2. In a historically steel-producing town, I eat a kanellknute with an employee of the prospected lithium battery gigafactory that is supposed to transform this place into green industrial capital. I ask her about industrially recycling metals from batteries. She is hopeful: 'batteries are the new oil for Norway' - a green alternative source of wealth.
3. In the university laboratory, a chemical engineer water-filters shredded battery mass, aiming for sustainable ways to recover lithium. He explains recycling suffers under fast-changing battery designs, worries that labelling recycled batteries 'green' will legitimise overconsumption, and shares concerns about the geographical politics of battery recycling job opportunities.
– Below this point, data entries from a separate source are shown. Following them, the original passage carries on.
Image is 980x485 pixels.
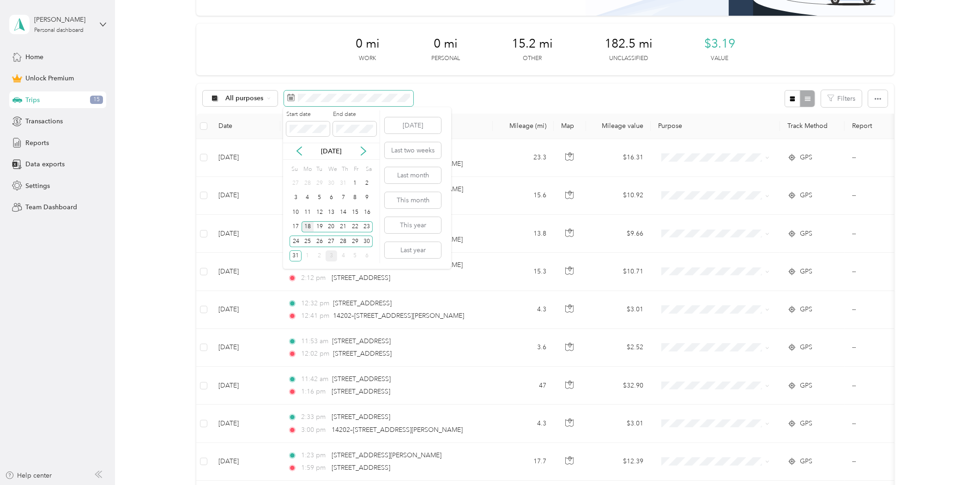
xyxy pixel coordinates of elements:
button: This month [385,192,441,209]
span: GPS [800,228,813,238]
div: Tu [315,163,324,176]
span: GPS [800,190,813,201]
span: 0 mi [355,36,379,51]
span: [STREET_ADDRESS] [332,387,390,395]
span: [STREET_ADDRESS][PERSON_NAME] [332,451,441,459]
div: 14 [337,206,350,218]
div: 5 [350,250,361,262]
div: 20 [325,221,338,233]
span: 1:23 pm [301,450,328,460]
td: 3.6 [493,329,554,367]
span: GPS [800,456,813,466]
iframe: Everlance-gr Chat Button Frame [928,433,980,485]
span: 11:53 am [301,336,328,346]
p: Personal [431,55,460,63]
span: Unlock Premium [26,74,74,83]
div: 15 [350,206,361,218]
button: Last month [385,167,441,183]
td: 17.7 [493,443,554,481]
button: Filters [822,90,862,107]
span: [STREET_ADDRESS] [333,337,391,345]
span: 1:16 pm [301,387,328,397]
span: Reports [26,138,49,148]
td: -- [845,176,929,214]
span: [STREET_ADDRESS] [332,273,390,282]
div: [PERSON_NAME] [34,15,92,25]
span: 2:33 pm [301,412,328,422]
div: 23 [361,221,374,233]
td: -- [845,367,929,405]
span: GPS [800,152,813,163]
span: [STREET_ADDRESS] [333,375,391,383]
div: 31 [337,177,350,189]
td: 4.3 [493,405,554,442]
div: 1 [301,250,314,262]
th: Mileage (mi) [493,114,554,139]
span: 2:12 pm [301,273,328,283]
td: 13.8 [493,214,554,252]
span: 1:59 pm [301,462,328,473]
div: 3 [325,250,338,262]
div: 26 [314,236,325,247]
span: GPS [800,266,813,276]
td: $10.92 [586,176,651,214]
td: [DATE] [211,367,280,405]
td: $2.52 [586,329,651,367]
td: [DATE] [211,405,280,442]
td: [DATE] [211,176,280,214]
span: GPS [800,419,813,428]
div: Th [341,163,350,176]
span: GPS [800,304,813,314]
div: 18 [301,221,314,233]
div: 28 [301,177,314,189]
div: Personal dashboard [34,28,84,34]
div: We [327,163,338,176]
td: [DATE] [211,139,280,176]
div: Mo [301,163,312,176]
div: Help center [5,470,53,480]
td: [DATE] [211,214,280,252]
div: 27 [290,177,301,189]
span: 182.5 mi [605,36,653,51]
th: Report [845,114,929,139]
span: 14202–[STREET_ADDRESS][PERSON_NAME] [332,426,463,433]
div: 11 [301,206,314,218]
td: -- [845,291,929,329]
td: [DATE] [211,329,280,367]
span: Settings [26,181,50,190]
div: 22 [350,221,361,233]
span: [STREET_ADDRESS] [333,299,392,307]
div: Su [290,163,298,176]
td: -- [845,443,929,481]
div: Fr [352,163,361,176]
p: Value [711,55,728,63]
div: 19 [314,221,325,233]
th: Mileage value [586,114,651,139]
td: $16.31 [586,139,651,176]
td: $10.71 [586,252,651,290]
div: 16 [361,206,374,218]
span: All purposes [226,95,264,101]
td: $3.01 [586,405,651,442]
span: Transactions [26,117,63,126]
div: 31 [290,250,301,262]
div: 24 [290,236,301,247]
div: 4 [301,192,314,203]
div: 5 [314,192,325,203]
span: [STREET_ADDRESS] [332,464,390,471]
div: 30 [361,236,374,247]
div: 28 [337,236,350,247]
button: Last year [385,242,441,258]
div: 29 [350,236,361,247]
div: 27 [325,236,338,247]
div: 3 [290,192,301,203]
div: Sa [364,163,374,176]
td: 4.3 [493,291,554,329]
button: Last two weeks [385,142,441,158]
td: -- [845,405,929,442]
div: 25 [301,236,314,247]
p: Unclassified [609,55,648,63]
td: [DATE] [211,252,280,290]
span: 14202–[STREET_ADDRESS][PERSON_NAME] [333,311,465,319]
button: [DATE] [385,117,441,133]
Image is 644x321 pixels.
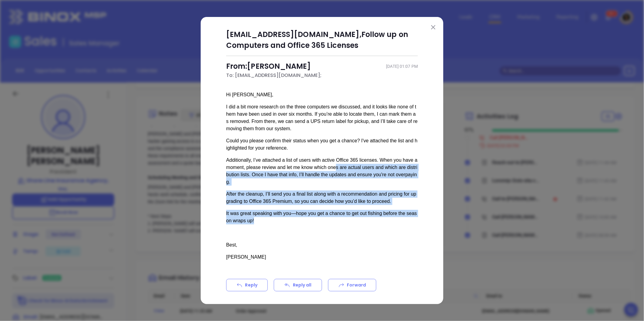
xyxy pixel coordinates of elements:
img: close modal [431,25,435,30]
p: Reply all [293,282,312,288]
p: From: [PERSON_NAME] [226,61,418,72]
div: [PERSON_NAME] [226,253,418,261]
div: It was great speaking with you—hope you get a chance to get out fishing before the season wraps up! [226,210,418,224]
div: Hi [PERSON_NAME], [226,91,418,98]
div: Could you please confirm their status when you get a chance? I've attached the list and highlight... [226,137,418,152]
span: [DATE] 01:07 PM [386,61,418,72]
div: After the cleanup, I’ll send you a final list along with a recommendation and pricing for upgradi... [226,190,418,205]
div: Additionally, I’ve attached a list of users with active Office 365 licenses. When you have a mome... [226,157,418,186]
p: To: [226,72,418,79]
div: I did a bit more research on the three computers we discussed, and it looks like none of them hav... [226,103,418,132]
p: Forward [347,282,366,288]
p: [EMAIL_ADDRESS][DOMAIN_NAME] , Follow up on Computers and Office 365 Licenses [226,29,418,51]
p: Reply [245,282,257,288]
div: Best, [226,241,418,248]
span: [EMAIL_ADDRESS][DOMAIN_NAME]; [235,72,321,79]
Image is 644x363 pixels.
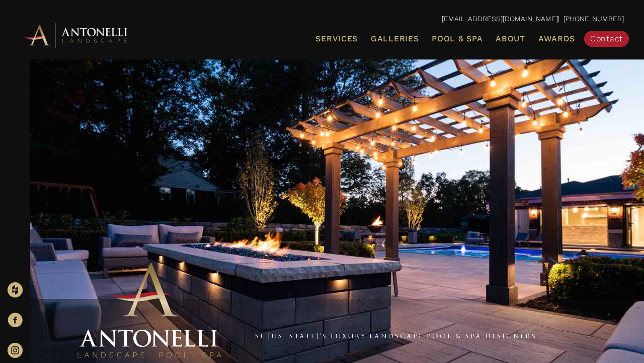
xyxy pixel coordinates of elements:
[311,32,362,45] a: Services
[442,15,558,23] a: [EMAIL_ADDRESS][DOMAIN_NAME]
[428,32,487,45] a: Pool & Spa
[590,34,623,44] span: Contact
[432,34,483,44] span: Pool & Spa
[535,32,579,45] a: Awards
[74,258,225,363] img: Antonelli Stacked Logo
[584,31,629,47] a: Contact
[496,35,525,43] span: About
[255,331,537,340] a: SE [US_STATE]'s Luxury Landscape Pool & Spa Designers
[492,32,530,45] a: About
[316,35,358,43] span: Services
[20,21,131,49] img: Antonelli Horizontal Logo
[8,282,23,297] img: Houzz
[538,34,575,44] span: Awards
[367,32,423,45] a: Galleries
[371,34,419,44] span: Galleries
[20,13,624,26] p: | [PHONE_NUMBER]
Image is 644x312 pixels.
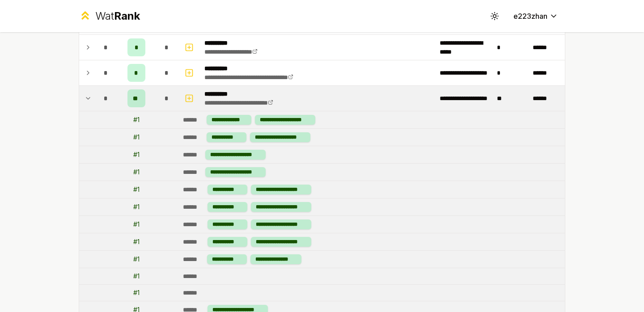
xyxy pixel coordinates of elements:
[514,11,548,22] span: e223zhan
[133,203,140,211] div: # 1
[133,288,140,297] div: # 1
[79,9,140,23] a: WatRank
[133,220,140,229] div: # 1
[133,271,140,281] div: # 1
[133,168,140,176] div: # 1
[95,9,140,23] div: Wat
[133,133,140,141] div: # 1
[133,150,140,159] div: # 1
[133,237,140,246] div: # 1
[133,254,140,264] div: # 1
[133,115,140,124] div: # 1
[114,9,140,22] span: Rank
[507,8,565,24] button: e223zhan
[133,185,140,194] div: # 1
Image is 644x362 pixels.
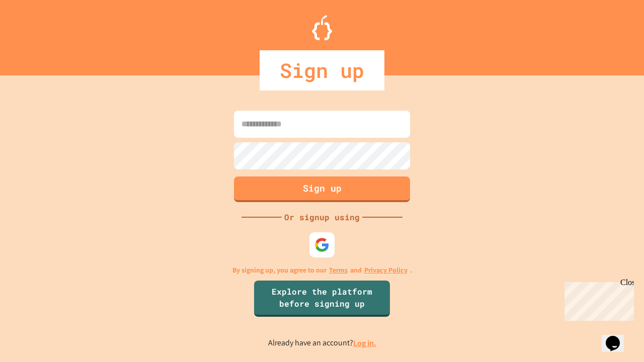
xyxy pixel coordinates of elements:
[353,338,376,349] a: Log in.
[281,211,362,224] div: Or signup using
[329,266,347,276] a: Terms
[364,266,407,276] a: Privacy Policy
[259,50,384,91] div: Sign up
[254,281,390,317] a: Explore the platform before signing up
[314,237,330,252] img: google-icon.svg
[268,337,376,350] p: Already have an account?
[4,4,69,64] div: Chat with us now!Close
[601,322,633,352] iframe: chat widget
[312,15,332,40] img: Logo.svg
[234,177,410,202] button: Sign up
[232,266,412,276] p: By signing up, you agree to our and .
[560,278,633,321] iframe: chat widget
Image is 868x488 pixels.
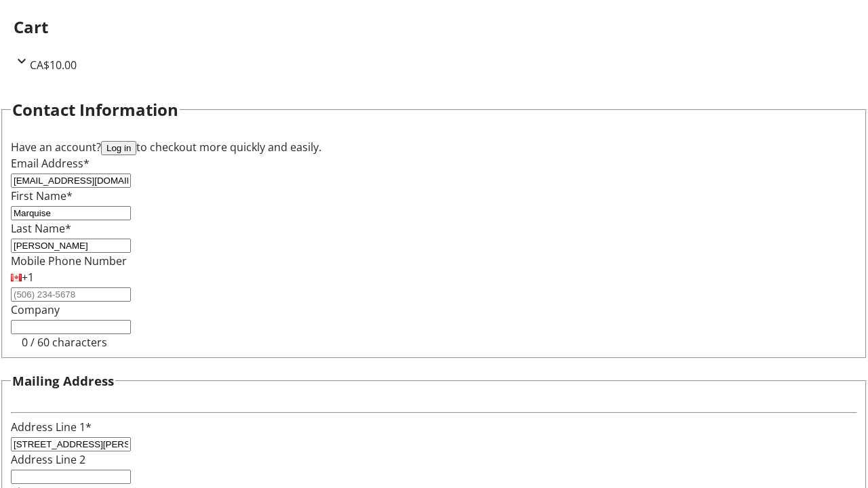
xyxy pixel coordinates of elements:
[11,188,73,203] label: First Name*
[11,139,857,155] div: Have an account? to checkout more quickly and easily.
[30,58,77,73] span: CA$10.00
[14,15,854,39] h2: Cart
[11,156,89,170] label: Email Address*
[11,221,71,236] label: Last Name*
[11,288,131,302] input: (506) 234-5678
[12,98,178,122] h2: Contact Information
[11,437,131,451] input: Address
[12,372,114,390] h3: Mailing Address
[11,420,92,435] label: Address Line 1*
[11,452,86,467] label: Address Line 2
[22,335,107,350] tr-character-limit: 0 / 60 characters
[11,254,127,268] label: Mobile Phone Number
[11,303,59,317] label: Company
[101,141,136,155] button: Log in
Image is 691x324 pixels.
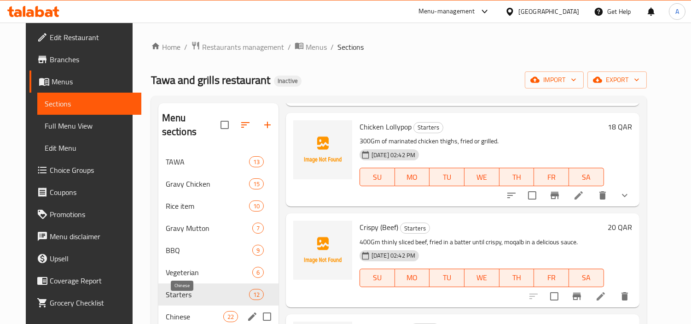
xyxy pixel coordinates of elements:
[166,244,252,255] span: BBQ
[166,222,252,233] div: Gravy Mutton
[151,41,647,53] nav: breadcrumb
[608,221,632,233] h6: 20 QAR
[364,170,391,184] span: SU
[29,291,141,313] a: Grocery Checklist
[468,170,496,184] span: WE
[595,74,639,86] span: export
[224,312,238,321] span: 22
[158,239,279,261] div: BBQ9
[158,261,279,283] div: Vegeterian6
[675,6,679,17] span: A
[360,236,604,248] p: 400Gm thinly sliced beef, fried in a batter until crispy, moqalb in a delicious sauce.
[158,151,279,173] div: TAWA13
[433,170,461,184] span: TU
[50,32,134,43] span: Edit Restaurant
[256,114,279,136] button: Add section
[538,271,565,284] span: FR
[151,41,180,52] a: Home
[253,246,263,255] span: 9
[306,41,327,52] span: Menus
[399,271,426,284] span: MO
[544,184,566,206] button: Branch-specific-item
[245,309,259,323] button: edit
[274,75,302,87] div: Inactive
[250,157,263,166] span: 13
[395,268,430,287] button: MO
[52,76,134,87] span: Menus
[360,120,412,134] span: Chicken Lollypop
[37,115,141,137] a: Full Menu View
[158,173,279,195] div: Gravy Chicken15
[614,285,636,307] button: delete
[288,41,291,52] li: /
[573,190,584,201] a: Edit menu item
[29,181,141,203] a: Coupons
[202,41,284,52] span: Restaurants management
[249,200,264,211] div: items
[525,71,584,88] button: import
[587,71,647,88] button: export
[503,170,531,184] span: TH
[50,275,134,286] span: Coverage Report
[430,268,464,287] button: TU
[573,271,600,284] span: SA
[518,6,579,17] div: [GEOGRAPHIC_DATA]
[331,41,334,52] li: /
[464,268,499,287] button: WE
[433,271,461,284] span: TU
[29,247,141,269] a: Upsell
[545,286,564,306] span: Select to update
[253,224,263,232] span: 7
[500,184,522,206] button: sort-choices
[293,120,352,179] img: Chicken Lollypop
[293,221,352,279] img: Crispy (Beef)
[37,93,141,115] a: Sections
[29,225,141,247] a: Menu disclaimer
[295,41,327,53] a: Menus
[569,168,604,186] button: SA
[499,268,534,287] button: TH
[274,77,302,85] span: Inactive
[158,283,279,305] div: Starters12
[368,151,419,159] span: [DATE] 02:42 PM
[166,156,249,167] div: TAWA
[592,184,614,206] button: delete
[50,186,134,197] span: Coupons
[29,269,141,291] a: Coverage Report
[29,48,141,70] a: Branches
[50,54,134,65] span: Branches
[360,268,395,287] button: SU
[191,41,284,53] a: Restaurants management
[50,231,134,242] span: Menu disclaimer
[534,168,569,186] button: FR
[573,170,600,184] span: SA
[158,195,279,217] div: Rice item10
[29,203,141,225] a: Promotions
[608,120,632,133] h6: 18 QAR
[534,268,569,287] button: FR
[503,271,531,284] span: TH
[414,122,443,133] span: Starters
[499,168,534,186] button: TH
[250,290,263,299] span: 12
[166,267,252,278] span: Vegeterian
[250,202,263,210] span: 10
[45,120,134,131] span: Full Menu View
[395,168,430,186] button: MO
[184,41,187,52] li: /
[614,184,636,206] button: show more
[249,289,264,300] div: items
[50,164,134,175] span: Choice Groups
[223,311,238,322] div: items
[250,180,263,188] span: 15
[413,122,443,133] div: Starters
[29,70,141,93] a: Menus
[45,98,134,109] span: Sections
[360,220,398,234] span: Crispy (Beef)
[364,271,391,284] span: SU
[619,190,630,201] svg: Show Choices
[151,70,270,90] span: Tawa and grills restaurant
[401,223,430,233] span: Starters
[45,142,134,153] span: Edit Menu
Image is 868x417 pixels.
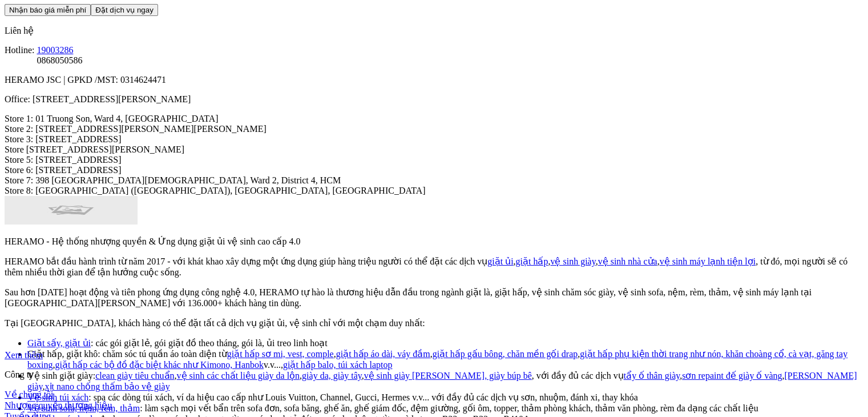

4. In a nature reserve in a southern fjord and estuary, the tensions between circular industrial area and ecological restoration site can be felt. Birds, noise, wind and waste ignore the border intended to separate both. Notions of circularity, borrowed from natural cycles and ecosystems, are seeping into green company imaginaries, while old chemicals start to leak into the nature reserve as industrial expansion takes new shapes.
Following end-of-life lithium batteries in Norway's electromobility boom, this fragmented ethnography tells of the diversity of social-ecological-material relations of lithium recycling. Regarding the industrial circular imagination as supraterranean, it argues for more messy, grounded battery stories.